Building Name: | Agora Grand Event Center |
Former Name: | St. Patrick's Church |
Location: | 220 Bates Street, Lewiston, Maine, |
Coordinates: | 44.0948°N -70.2122°W |
Start Date: | 1887 |
Completion Date: | 1890 |
Building Type: | Event center |
Architect: | Patrick Keely |
Owner: | Andrew Knight |
The Agora Grand Event Center is a large event venue in Lewiston, Maine.[1] It is also the second-tallest building in the state. The Agora Grand was created by renovating the former St. Patrick's Church, a Roman Catholic church whose cornerstone was laid on July 24, 1887, by the Right Reverend Bishop Healy[2] and last Mass was held in October 2009.[3] At 220 feet to its taller spire, it is the second-tallest building in Maine,[4] based on the definition of "height to architectural top" by the Council on Tall Buildings and Urban Habitat.[5]
It was purchased in March 2014, by developer Andrew Knight,[6] who opened the Agora Grand in May 2016. Knight received an award from the Lewiston Historic Preservation Board for his work in reviving the building; his wedding was the first held at the renovated building.[7]
In 2014, Knight converted the former St. Patrick's Church Rectory, also known as the Albert Kelsey Mansion, into a boutique hotel.[8] The former church contains a mortuary chapel and basement crypt in which the church's original builder and priest, Monsignor Thomas Wallace, was buried from 1906 to 2007, when his body was exhumed and moved to Mt. Hope Cemetery. In 2015, Knight converted the former crypt into a novelty annex of the Inn at the Agora, purportedly the world's first "crypt hotel room."[9]
An 1896 account in The Sacred Heart Review describes the structure:
St. Patrick's Church, a beautiful Gothic structure of brick, with rockfaced granite foundations, has an unsurpassed situation, as it faces directly on the public park and stands commandingly over the lower levels of the city, surmounted as it is by two graceful spires that rise to heights of 220 and 160 feet respectively. It is 180 feet long and 65 feet wide, and has a comfortable seating capacity of 1,000. It is a seven-bay edifice, its brick buttresses being doubly barged in cut granite ; and the side walls are further trimmed in white North Jay granite at the springs and tips of the window-arches.[10]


◆ Description of the task ◆
In the entries that follow, find the line containing "The width and", then output exactly every line from the first through that one.

[Screenshot grounding data]
================================

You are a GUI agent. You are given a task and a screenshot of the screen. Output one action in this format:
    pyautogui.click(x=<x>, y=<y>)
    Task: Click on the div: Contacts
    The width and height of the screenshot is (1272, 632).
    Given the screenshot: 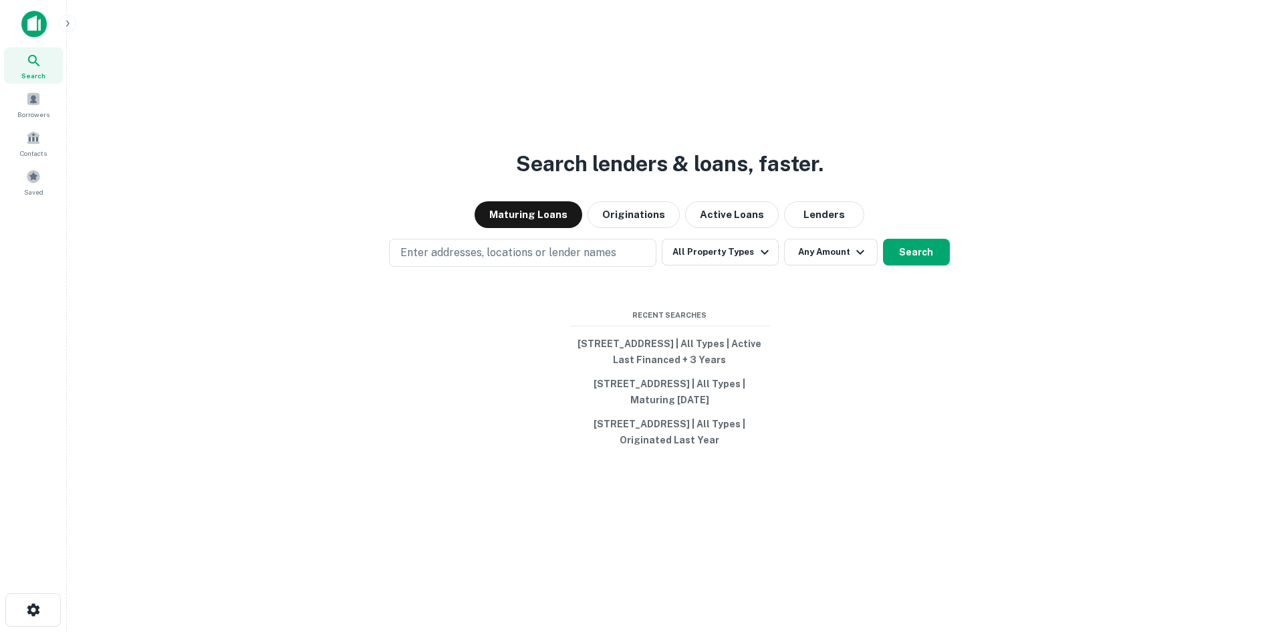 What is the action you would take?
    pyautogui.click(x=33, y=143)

================================

◆ Reply to the exercise ◆
You are a GUI agent. You are given a task and a screenshot of the screen. Output one action in this format:
    pyautogui.click(x=<x>, y=<y>)
    Task: Click on the div: Contacts
    The width and height of the screenshot is (1272, 632).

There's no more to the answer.